Along one wall, he has built five trophy cabinets, black with glass fronts. Together they are about 20 feet long and six feet high. Unlike the beds upstairs, each cabinet has been assigned to a particular son, arranged in birth order: first Gordie Jr. (first baseman, drafted by the Angels in 2006), then Dan (tight end, drafted by the Lions in 2009), Chris (fullback, signed undrafted by the Cowboys in 2010), famous Rob (tight end, second-round pick by the Patriots in 2010), and finally Glenn, dubbed “Goose” by his family (fullback, Kansas State). Today they help Gordy remember, like photo albums, but that’s a new, unintended purpose. Gordie Jr.’s cabinet is full, but it is the least full; Rob’s is the most full. They are stuffed with trophies and medals of every possible sort, footba
ll and baseball MVPs and championships but also awards for basketball, hockey, and even bowling prowess.
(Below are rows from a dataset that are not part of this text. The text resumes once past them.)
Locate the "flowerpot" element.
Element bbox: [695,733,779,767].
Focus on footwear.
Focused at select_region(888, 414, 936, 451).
In Dan’s cabinet, there’s a size-16 shoe he wore when he played at Maryland; in Rob’s, there’s the football delivered to him by Tom Brady for his first NFL touchdown. There are nearly 500 trophies of various sizes in all, shining under the lights.
Gordy looks at the trophies, and he takes another sip of his water and he nods, because even though he knows in his heart that the way he raised his sons was right, such hard evidence makes it easier for him to believe. He mindfully kept the cabinets segregated by child because life is a competition and triumph is often singular, and he just as mindfully kept them in the basement, with the barbells and racks, because some products are better left on the factory floor. These trophies will always remain down here, where they were made, each one a mathematical proof, each one an article of faith, so that together they might multiply.
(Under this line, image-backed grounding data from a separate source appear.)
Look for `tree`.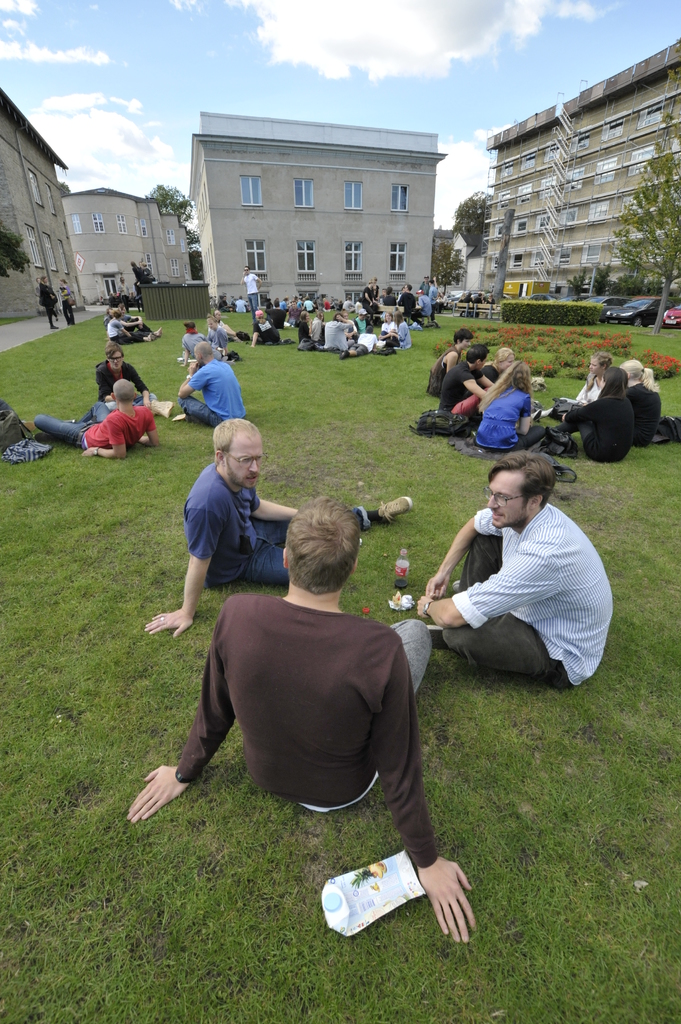
Found: box(614, 113, 680, 330).
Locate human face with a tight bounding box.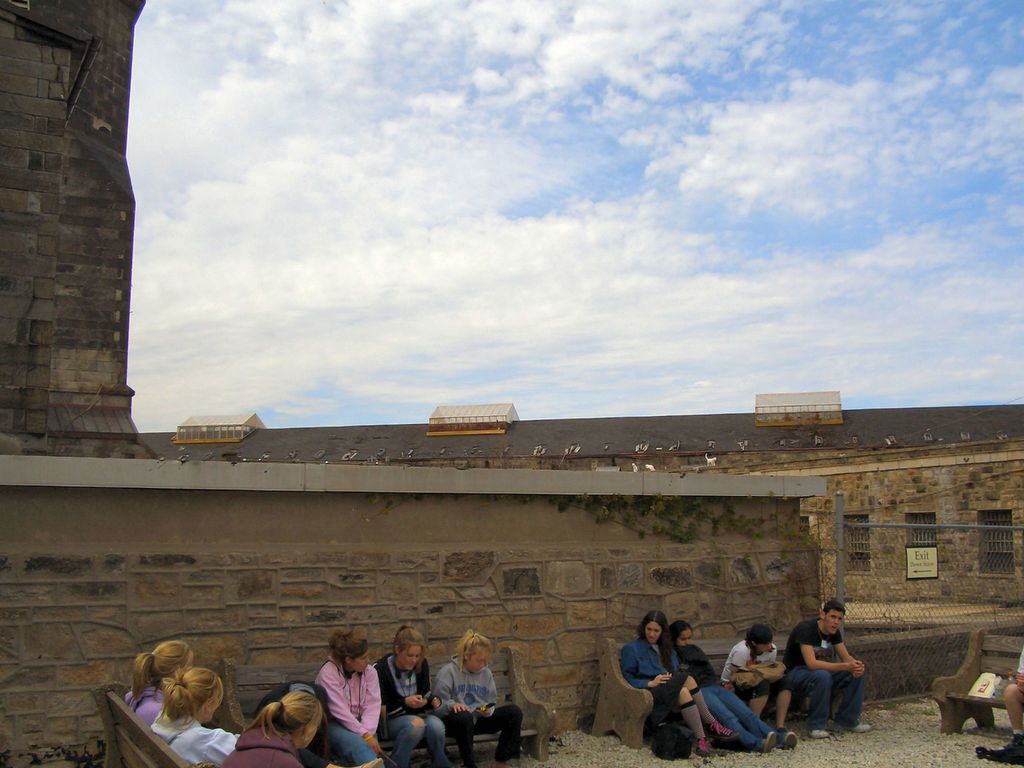
left=394, top=645, right=416, bottom=669.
Gordy Gronkowski’s favorite piece of basement equipment is something called a vibration plate. It looks almost like an industrial scale, with a square metal platform sturdy enough to handle a careful elephant. He climbs onto it and he grabs hold of two handles on the ends of bands and kicks an invisible button. The machine comes buzzing to life, and now Gordy sounds like he’s being mildly electrocuted. “This thing is awesome—you loosen right up, you gotta be on the balls of your feet, it hits everything,” he says, his voice warbling, his entire body seized with tiny tremors.
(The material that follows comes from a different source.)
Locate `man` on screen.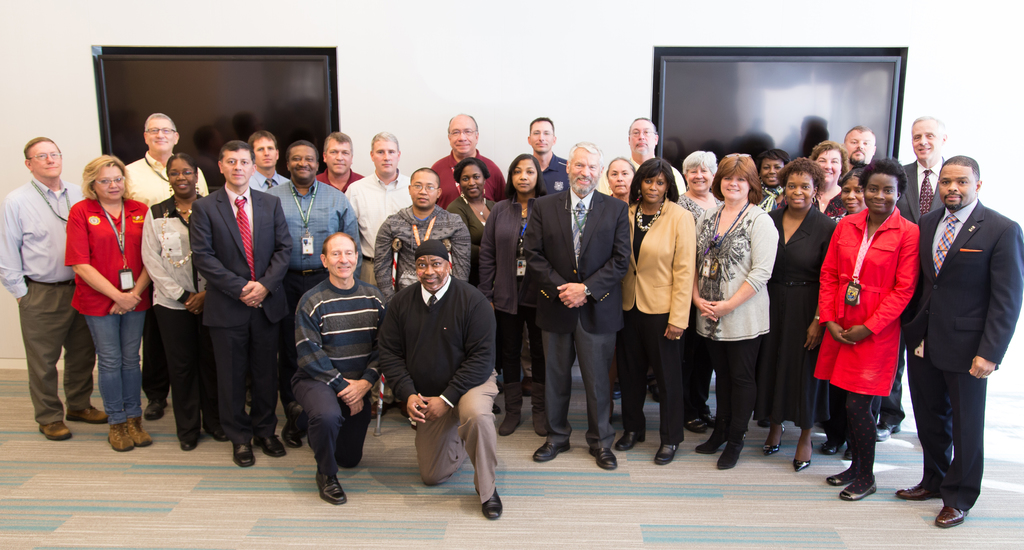
On screen at (left=345, top=127, right=412, bottom=416).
Vibration plates are meant to shake out sore muscles, breaking up pockets of lactic acid and staving off cramps, and they may in fact perform such an essential service. But something about this artificial earthquake seems like quackery, like a scaled-up version of magnetic bracelets or miracle tonic—which makes it odd, at least at first, to learn of Gronkowski’s allegiance to the benefits of full-body vibration. It runs counter to his more evident logical self, the man who has always subscribed so strongly to the efficacy of counting trophies.